Flaherty's 'tiny time pills' could bring economic relief
According to TV advertisements from another era, a popular brand of cold capsules contained them. You could see the different-coloured beads inside the clear end of the capsule. In the ad, each one had a cartoon clock attached and floated through a cartoon human body. By the TV ad theory of non-prescription medicine, the little clocks assured us that each of the beads would fire at a different time. By contrast, boring, old-fashioned pills exploded into your system all at once, failing to provide TV medicine's holy grail: long-lasting relief.
I'm not quite sure it was in anyone's plan, but Canada's finance minister Jim Flaherty has some "tiny time pills" of his own. And he has every right to boast about them at his appearance before the Empire Club of Canada in Toronto on Friday, because the Canadian economy is going to benefit from them, too.
Big spenders
According to various competing economic theories, there are many ways of stimulating a sagging economy. One is the "dropping money from planes" theory. That one says you don't actually direct the money at anything; you just pour it into the economy as quick as possible.
That is exactly what the U.S. government handouts did just as we were falling into the current economic morass. In 2008, then U.S. president George W. Bush's $150 billion US stimulus plan handed out $600 to every American. I am among those who fear that money was wasted. Huge as it seemed, that kind of money was like spitting into the ocean compared to the trillions pouring out of the world economy at the time.
Canada did not go down that road.
Recently, CBC Radio economics correspondent Mike Hornbrook reported on a group calling for new government stimulus money. The well-spoken Canadian Auto Workers economist Jim Stanford pointed out that the federal stimulus plan had failed to increase the number of private sector jobs.
"Across the private sector as a whole, there's no source of new growth," he said.
As well as wanting more stimulus, Stanford complained that the money the government had announced wasn't getting out the door fast enough.
The idea that government spending can replace the private sector jobs lost in the last year is absurd.
Stanford means well, but the idea that government spending can replace the private sector jobs lost in the last year is absurd. Creating modern jobs is expensive. In the Dirty Thirties, make-work projects got away with providing ditch-digging crews with a shovel each. But even then, the important projects needed wheelbarrows and steamrollers. They needed trucks to get the workers to the location.
In the modern, capital-intensive world, each worker needs many thousands of dollars in heavy construction equipment or assembly robots or computer servers.
That's why smart governments know that the cheapest way of padding the economy during a recession is liberal unemployment insurance. It replaces the salaries without the expense of actually creating the jobs.
Perhaps the worst thing is that the private sector is still laying off. As I write this, AOL has announced 2,000 jobs will be cut from its staff of about 6,000. And the rich-world think tank the Organization for Economic Co-operation and Development says there are more job losses to come.
Animal spirits
Reversing that trend will not be easy. Creating real private-sector jobs requires real demand for products and services.
According to some doubters, government spending doesn't help at all. They insist that the only thing that can restart economic growth is a change of mood or, as British economist John Maynard Keynes called it, a renewal of "animal spirits."
I haven't heard one person who thinks Flaherty is going to announce more stimulus spending on Friday when he talks on the subject of "recession and recovery." If he goes there at all, it's likely the finance minister is going to tell us how he is going to prevent the deficit from growing out of control.
But Mr. Flaherty has an ace up his sleeve.
Right now, there are hesitant signs that animal spirits are reviving. And remember the mayors complaining that the infrastructure money had not started to flow in time for the summer construction season?
Think of all that cash, set aside in last year's budget. The government has promised a stimulus progress report at the beginning of December. Likely, it will show that money is being transferred to provinces and municipalities but not yet spent. According to federal accounts, once transferred, that money is gone. But it isn't really. Infrastructure spending leaks into the economy slowly as recipients dole it out.
Those are the tiny time pills.
Imagine them circulating through the economy, each one attached to a cartoon giant cardboard cheque.
And if we really have hit the bottom, if the private sector economy really is beginning to creep back, then delays in the launch of stimulus projects might have been a blessing. Because if the real economy is on the verge of growth, now is the time when stimulus can provide a crucial jump-start and really make a difference.
The future remains murky, but maybe the tiny time pills will be enough to get our country's sick private-sector economy back on its feet — and provide long-lasting relief.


- _AIM OF THE EXERCISE_
A word-for-word copy of the records is needed, with every picture left out.

Entries from a visual dataset:
---+---

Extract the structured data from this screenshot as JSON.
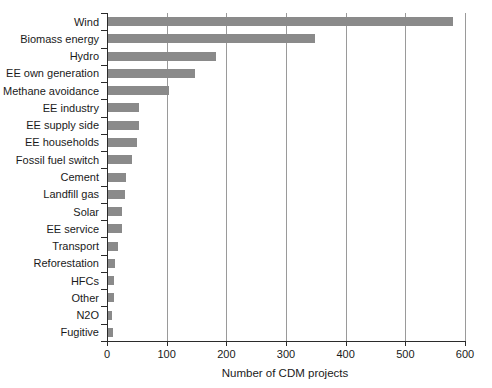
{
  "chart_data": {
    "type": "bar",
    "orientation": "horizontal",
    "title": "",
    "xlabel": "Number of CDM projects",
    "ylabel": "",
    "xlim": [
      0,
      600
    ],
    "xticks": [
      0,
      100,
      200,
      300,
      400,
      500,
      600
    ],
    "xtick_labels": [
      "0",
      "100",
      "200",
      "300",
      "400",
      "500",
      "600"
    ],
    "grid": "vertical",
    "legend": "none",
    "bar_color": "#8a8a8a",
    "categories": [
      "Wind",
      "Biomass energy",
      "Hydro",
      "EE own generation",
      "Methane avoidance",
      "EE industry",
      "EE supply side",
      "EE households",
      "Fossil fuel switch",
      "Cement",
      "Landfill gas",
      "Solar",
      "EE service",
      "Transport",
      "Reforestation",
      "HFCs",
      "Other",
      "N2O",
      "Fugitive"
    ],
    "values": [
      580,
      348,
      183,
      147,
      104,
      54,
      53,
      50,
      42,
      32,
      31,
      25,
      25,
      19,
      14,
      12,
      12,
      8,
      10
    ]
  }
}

---+---

- _ANSWER TO THIS TASK_
Extract the structured data from this screenshot as JSON.
{
  "chart_data": {
    "type": "bar",
    "orientation": "horizontal",
    "title": "",
    "xlabel": "Number of CDM projects",
    "ylabel": "",
    "xlim": [
      0,
      600
    ],
    "xticks": [
      0,
      100,
      200,
      300,
      400,
      500,
      600
    ],
    "xtick_labels": [
      "0",
      "100",
      "200",
      "300",
      "400",
      "500",
      "600"
    ],
    "grid": "vertical",
    "legend": "none",
    "bar_color": "#8a8a8a",
    "categories": [
      "Wind",
      "Biomass energy",
      "Hydro",
      "EE own generation",
      "Methane avoidance",
      "EE industry",
      "EE supply side",
      "EE households",
      "Fossil fuel switch",
      "Cement",
      "Landfill gas",
      "Solar",
      "EE service",
      "Transport",
      "Reforestation",
      "HFCs",
      "Other",
      "N2O",
      "Fugitive"
    ],
    "values": [
      580,
      348,
      183,
      147,
      104,
      54,
      53,
      50,
      42,
      32,
      31,
      25,
      25,
      19,
      14,
      12,
      12,
      8,
      10
    ]
  }
}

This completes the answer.